Locally, the First Presbyterian Church has chartered the local Boy Scout Troup 78 for more than 75 years. It is also the charter for the local Scouts for Equality, which the Reverend Aaron Saari said he approved because it aligned with the church’s stance for equality as the only “More Light” church in the Miami Valley Presbytery.
“Where we stand is that all persons are created in God’s image and as followers of Christ, when we look upon gay, lesbian, bisexual or transgender persons, we see God,” Saari said. The local church’s support for equality was affirmed last week when the Presbyterian Church USA redefined marriage in the church constitution last week as “between two people” rather than between a man and a woman, Saari said.
Once gay scout leaders are allowed and steps are taken to improve acceptance in scouting culture, Scouts for Equality will urge the national office to change its policy to accept atheists and agnostics, who are currently not allowed to join as troop leaders or scouts, Miller added.
Local Eagle Scout Chris Hutson is another villager standing up in support of Scouts for Equality. Hutson, who received his Eagle in 1998, nearly mailed his award back when the Boy Scouts reaffirmed their policy ban against gay scouts and scout leaders in 2012.
“I was very distraught when they came out publicly with this,” Hutson said. “For a group teaching morals and respect and doing what’s for the greater good, it’s hypocritical. It’s not okay to instill in young minds the opinion that it’s not okay to be gay.”
Scouts for Equality was formed in 2012 after a gay Cub Scout leader in Belmont County, Ohio was removed from her position because of her sexual orientation. That led to the Boy Scouts affirming their longstanding policy later that year. After public pressure, they put the issue to the vote of a 1,400-member National Council in 2013, which voted 61 percent in favor of ending the ban on gay youth. Earlier, in 2008, the U.S. Supreme Court ruled 5–4 that the Boy Scouts are exempt from state laws barring anti-gay discrimination. In contrast, the Girl Scouts of America has had a diversity policy and nondiscrimination clause since 1980.

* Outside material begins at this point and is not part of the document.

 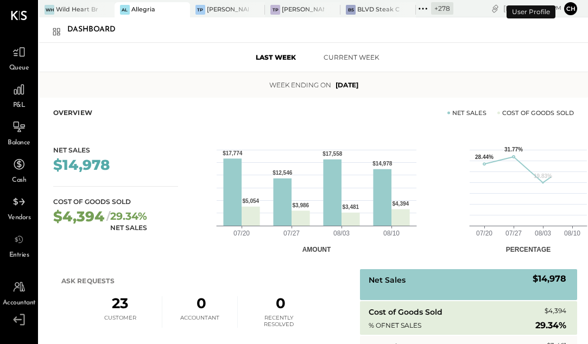 What do you see at coordinates (19, 218) in the screenshot?
I see `span: Vendors` at bounding box center [19, 218].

Nationally, many major organizations and individuals have come out in support of Scouts for Equality, including President Barack Obama and four branches of the U.S. Military, whose own recently-repealed “Don’t Ask, Don’t Tell” policy closely resembled the Boy Scout Policy. The American Medical Association has even voted to urge the Boy Scouts to reconsider its policy, citing the psychological trauma it could cause youth. Miller said it can be particularly painful for gay scouts who are currently barred from volunteering as scout leaders once they turn 18.
Scouting is strong in Yellow Springs, added Miller. Boy Scout Troop 78, for those aged 11 to 17, has 15 active members, while the Cub Scout Pack 578, for seven- to 10-year olds, has 22 members.